Her 2004 novel "A Complicated Kindness" was her breakthrough work, spending over a year on the Canadian bestseller lists and winning the Governor General's Award for English Fiction. Her non-fiction book "Swing Low: A Life" was a memoir of her father, a victim of lifelong depression.

Toews studied at the University of Manitoba and the University of King's College in Halifax, and has also worked as a freelance newspaper and radio journalist.

She grew up in Steinbach, Manitoba and has lived in Montreal and London, before settling in Winnipeg, Manitoba. Miriam Toews is a Canadian writer of Mennonite descent.
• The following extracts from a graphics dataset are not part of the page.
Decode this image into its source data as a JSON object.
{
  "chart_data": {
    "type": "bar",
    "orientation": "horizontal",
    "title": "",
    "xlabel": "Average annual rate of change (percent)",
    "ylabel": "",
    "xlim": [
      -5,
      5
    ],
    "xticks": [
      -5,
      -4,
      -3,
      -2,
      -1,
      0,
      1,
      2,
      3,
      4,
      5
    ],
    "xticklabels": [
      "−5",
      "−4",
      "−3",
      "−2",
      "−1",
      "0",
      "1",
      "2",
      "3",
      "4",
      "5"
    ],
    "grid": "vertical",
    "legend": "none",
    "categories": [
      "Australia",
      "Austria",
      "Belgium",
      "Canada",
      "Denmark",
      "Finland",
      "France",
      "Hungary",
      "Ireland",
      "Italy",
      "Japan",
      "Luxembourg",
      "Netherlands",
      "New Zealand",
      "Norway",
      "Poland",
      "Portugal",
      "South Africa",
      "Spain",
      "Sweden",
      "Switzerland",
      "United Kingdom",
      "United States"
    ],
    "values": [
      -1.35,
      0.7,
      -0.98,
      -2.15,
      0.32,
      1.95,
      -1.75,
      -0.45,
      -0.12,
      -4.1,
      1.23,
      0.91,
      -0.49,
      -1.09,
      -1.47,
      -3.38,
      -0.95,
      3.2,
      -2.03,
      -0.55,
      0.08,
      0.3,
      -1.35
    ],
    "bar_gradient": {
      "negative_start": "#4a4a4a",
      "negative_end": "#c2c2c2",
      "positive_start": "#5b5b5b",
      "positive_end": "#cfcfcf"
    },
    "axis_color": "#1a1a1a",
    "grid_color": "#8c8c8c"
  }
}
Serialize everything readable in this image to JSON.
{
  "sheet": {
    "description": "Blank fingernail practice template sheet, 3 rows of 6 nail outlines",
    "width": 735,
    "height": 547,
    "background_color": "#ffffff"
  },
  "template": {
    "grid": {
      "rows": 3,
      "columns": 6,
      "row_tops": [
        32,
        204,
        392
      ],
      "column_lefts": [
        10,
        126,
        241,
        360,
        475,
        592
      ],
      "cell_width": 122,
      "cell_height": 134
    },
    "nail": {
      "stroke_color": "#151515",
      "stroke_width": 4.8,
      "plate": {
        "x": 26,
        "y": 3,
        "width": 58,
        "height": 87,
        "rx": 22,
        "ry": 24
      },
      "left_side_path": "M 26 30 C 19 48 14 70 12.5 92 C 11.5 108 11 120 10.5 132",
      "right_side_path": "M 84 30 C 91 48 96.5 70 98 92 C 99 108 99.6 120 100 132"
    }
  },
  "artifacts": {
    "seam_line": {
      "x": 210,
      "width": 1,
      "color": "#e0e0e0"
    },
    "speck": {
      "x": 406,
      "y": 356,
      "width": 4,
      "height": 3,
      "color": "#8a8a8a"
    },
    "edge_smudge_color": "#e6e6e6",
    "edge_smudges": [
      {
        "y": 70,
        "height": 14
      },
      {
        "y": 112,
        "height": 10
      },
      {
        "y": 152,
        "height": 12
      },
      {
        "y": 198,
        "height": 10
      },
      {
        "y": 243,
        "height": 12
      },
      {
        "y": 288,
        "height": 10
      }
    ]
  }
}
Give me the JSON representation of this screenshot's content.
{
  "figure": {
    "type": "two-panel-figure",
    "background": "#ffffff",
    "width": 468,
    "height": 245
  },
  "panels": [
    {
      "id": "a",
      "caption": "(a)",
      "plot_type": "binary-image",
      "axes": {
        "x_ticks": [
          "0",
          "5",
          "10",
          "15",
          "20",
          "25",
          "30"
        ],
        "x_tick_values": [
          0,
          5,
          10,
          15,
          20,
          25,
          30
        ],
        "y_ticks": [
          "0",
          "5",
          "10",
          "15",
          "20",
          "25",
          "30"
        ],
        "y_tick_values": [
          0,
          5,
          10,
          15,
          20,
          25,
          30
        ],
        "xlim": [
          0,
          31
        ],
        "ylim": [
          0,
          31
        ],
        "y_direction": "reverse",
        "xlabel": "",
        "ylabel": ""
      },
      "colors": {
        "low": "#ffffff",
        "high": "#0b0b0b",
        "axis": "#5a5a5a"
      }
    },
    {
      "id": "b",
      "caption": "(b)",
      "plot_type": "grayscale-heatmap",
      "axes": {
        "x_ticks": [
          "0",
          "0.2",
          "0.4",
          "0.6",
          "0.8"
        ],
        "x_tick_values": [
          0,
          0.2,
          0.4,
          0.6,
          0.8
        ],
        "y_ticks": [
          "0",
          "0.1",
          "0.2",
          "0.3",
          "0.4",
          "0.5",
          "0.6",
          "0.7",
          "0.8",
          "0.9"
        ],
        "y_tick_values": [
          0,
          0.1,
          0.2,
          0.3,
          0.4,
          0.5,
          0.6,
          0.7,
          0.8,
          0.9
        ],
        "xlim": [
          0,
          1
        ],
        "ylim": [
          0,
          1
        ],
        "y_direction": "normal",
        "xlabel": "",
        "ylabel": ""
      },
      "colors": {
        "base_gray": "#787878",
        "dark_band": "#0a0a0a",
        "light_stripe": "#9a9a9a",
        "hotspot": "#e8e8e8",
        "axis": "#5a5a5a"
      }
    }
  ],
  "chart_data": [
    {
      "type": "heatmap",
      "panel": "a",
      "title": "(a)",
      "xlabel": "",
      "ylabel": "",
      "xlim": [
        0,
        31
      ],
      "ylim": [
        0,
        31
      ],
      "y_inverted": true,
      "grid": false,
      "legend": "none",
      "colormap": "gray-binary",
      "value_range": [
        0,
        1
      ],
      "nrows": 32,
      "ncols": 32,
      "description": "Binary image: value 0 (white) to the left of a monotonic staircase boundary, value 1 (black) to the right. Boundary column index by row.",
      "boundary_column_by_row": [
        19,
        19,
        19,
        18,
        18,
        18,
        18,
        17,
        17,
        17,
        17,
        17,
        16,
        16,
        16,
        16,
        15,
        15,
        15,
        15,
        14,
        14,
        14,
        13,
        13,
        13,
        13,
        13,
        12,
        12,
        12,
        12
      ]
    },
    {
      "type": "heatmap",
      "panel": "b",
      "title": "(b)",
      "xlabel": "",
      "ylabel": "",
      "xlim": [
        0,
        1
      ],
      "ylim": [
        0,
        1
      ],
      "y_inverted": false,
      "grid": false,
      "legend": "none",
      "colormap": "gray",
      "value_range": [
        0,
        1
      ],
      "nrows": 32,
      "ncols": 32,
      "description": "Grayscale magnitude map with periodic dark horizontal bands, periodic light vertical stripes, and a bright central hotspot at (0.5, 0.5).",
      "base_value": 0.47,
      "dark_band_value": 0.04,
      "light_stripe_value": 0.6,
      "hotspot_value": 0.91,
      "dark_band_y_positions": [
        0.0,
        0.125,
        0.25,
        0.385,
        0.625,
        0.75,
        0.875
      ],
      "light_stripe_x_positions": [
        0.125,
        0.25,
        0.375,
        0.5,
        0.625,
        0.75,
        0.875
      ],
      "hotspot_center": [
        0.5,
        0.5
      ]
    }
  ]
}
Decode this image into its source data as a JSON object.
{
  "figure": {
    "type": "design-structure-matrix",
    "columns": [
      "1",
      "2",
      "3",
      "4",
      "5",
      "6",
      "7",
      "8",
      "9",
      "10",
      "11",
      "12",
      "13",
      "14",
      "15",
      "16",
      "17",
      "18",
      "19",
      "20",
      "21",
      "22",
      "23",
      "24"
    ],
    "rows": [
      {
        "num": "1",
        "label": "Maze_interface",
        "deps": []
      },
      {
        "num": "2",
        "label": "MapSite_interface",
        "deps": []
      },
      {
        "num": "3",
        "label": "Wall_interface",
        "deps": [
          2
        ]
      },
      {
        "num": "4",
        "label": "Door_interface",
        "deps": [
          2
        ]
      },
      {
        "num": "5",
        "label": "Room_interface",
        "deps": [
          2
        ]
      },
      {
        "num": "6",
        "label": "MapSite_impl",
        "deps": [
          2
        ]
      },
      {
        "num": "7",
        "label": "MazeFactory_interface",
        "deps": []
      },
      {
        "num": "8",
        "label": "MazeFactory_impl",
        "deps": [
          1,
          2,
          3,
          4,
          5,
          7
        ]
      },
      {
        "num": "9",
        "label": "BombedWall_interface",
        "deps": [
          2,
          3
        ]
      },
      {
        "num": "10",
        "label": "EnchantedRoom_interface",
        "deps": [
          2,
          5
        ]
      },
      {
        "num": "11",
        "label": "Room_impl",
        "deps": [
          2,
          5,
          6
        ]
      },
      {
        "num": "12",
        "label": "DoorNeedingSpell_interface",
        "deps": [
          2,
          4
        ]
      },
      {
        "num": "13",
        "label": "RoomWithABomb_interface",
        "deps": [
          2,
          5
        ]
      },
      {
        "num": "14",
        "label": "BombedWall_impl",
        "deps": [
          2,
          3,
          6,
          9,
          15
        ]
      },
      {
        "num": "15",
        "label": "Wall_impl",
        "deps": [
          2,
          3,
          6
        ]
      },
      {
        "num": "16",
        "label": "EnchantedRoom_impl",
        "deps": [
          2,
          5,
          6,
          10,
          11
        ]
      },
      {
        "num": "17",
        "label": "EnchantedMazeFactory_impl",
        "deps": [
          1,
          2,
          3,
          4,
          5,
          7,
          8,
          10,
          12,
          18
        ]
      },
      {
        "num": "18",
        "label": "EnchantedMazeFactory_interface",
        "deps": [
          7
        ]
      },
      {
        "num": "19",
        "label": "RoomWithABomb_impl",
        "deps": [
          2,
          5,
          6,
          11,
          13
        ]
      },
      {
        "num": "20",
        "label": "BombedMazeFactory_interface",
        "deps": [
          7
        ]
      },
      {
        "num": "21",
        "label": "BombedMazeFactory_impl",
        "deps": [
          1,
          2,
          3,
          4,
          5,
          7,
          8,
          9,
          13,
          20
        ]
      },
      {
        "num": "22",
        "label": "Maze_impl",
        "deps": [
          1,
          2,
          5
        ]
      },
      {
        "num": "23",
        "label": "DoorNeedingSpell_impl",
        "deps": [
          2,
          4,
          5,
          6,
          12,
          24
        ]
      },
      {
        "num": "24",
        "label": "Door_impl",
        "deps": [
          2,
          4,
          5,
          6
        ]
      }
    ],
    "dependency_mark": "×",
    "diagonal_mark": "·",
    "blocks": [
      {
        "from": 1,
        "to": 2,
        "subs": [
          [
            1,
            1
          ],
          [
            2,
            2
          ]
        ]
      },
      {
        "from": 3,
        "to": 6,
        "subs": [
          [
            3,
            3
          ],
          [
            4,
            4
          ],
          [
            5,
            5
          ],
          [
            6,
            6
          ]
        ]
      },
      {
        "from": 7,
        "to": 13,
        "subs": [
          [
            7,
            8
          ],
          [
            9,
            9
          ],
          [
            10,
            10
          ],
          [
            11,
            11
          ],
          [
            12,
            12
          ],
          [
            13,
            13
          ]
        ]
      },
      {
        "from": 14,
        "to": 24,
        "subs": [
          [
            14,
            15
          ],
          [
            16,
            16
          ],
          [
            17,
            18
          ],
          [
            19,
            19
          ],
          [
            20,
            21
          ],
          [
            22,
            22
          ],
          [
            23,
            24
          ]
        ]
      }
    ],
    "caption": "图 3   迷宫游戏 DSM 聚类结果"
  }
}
While the men of the colony are off in the city, attempting to raise enough money to bail out the rapists and bring them home, these women-all illiterate, without any knowledge of the world outside their community and unable even to speak the language of the country they live in-have very little time to make a choice: Should they stay in the only world they’ve ever known or should they dare to escape?īased on real events and told through the “minutes” of the women’s all-female symposium, Toews’s masterful novel uses wry, politically engaged humor to relate this tale of women claiming their own power to decide. Now that the women have learned they were in fact drugged and attacked by a group of men from their own community, they are determined to protect themselves and their daughters from future harm.

For the past two years, each of these women, and more than a hundred other girls in their colony, has been repeatedly violated in the night by demons coming to punish them for their sins.

One evening, eight Mennonite women climb into a hay loft to conduct a secret meeting.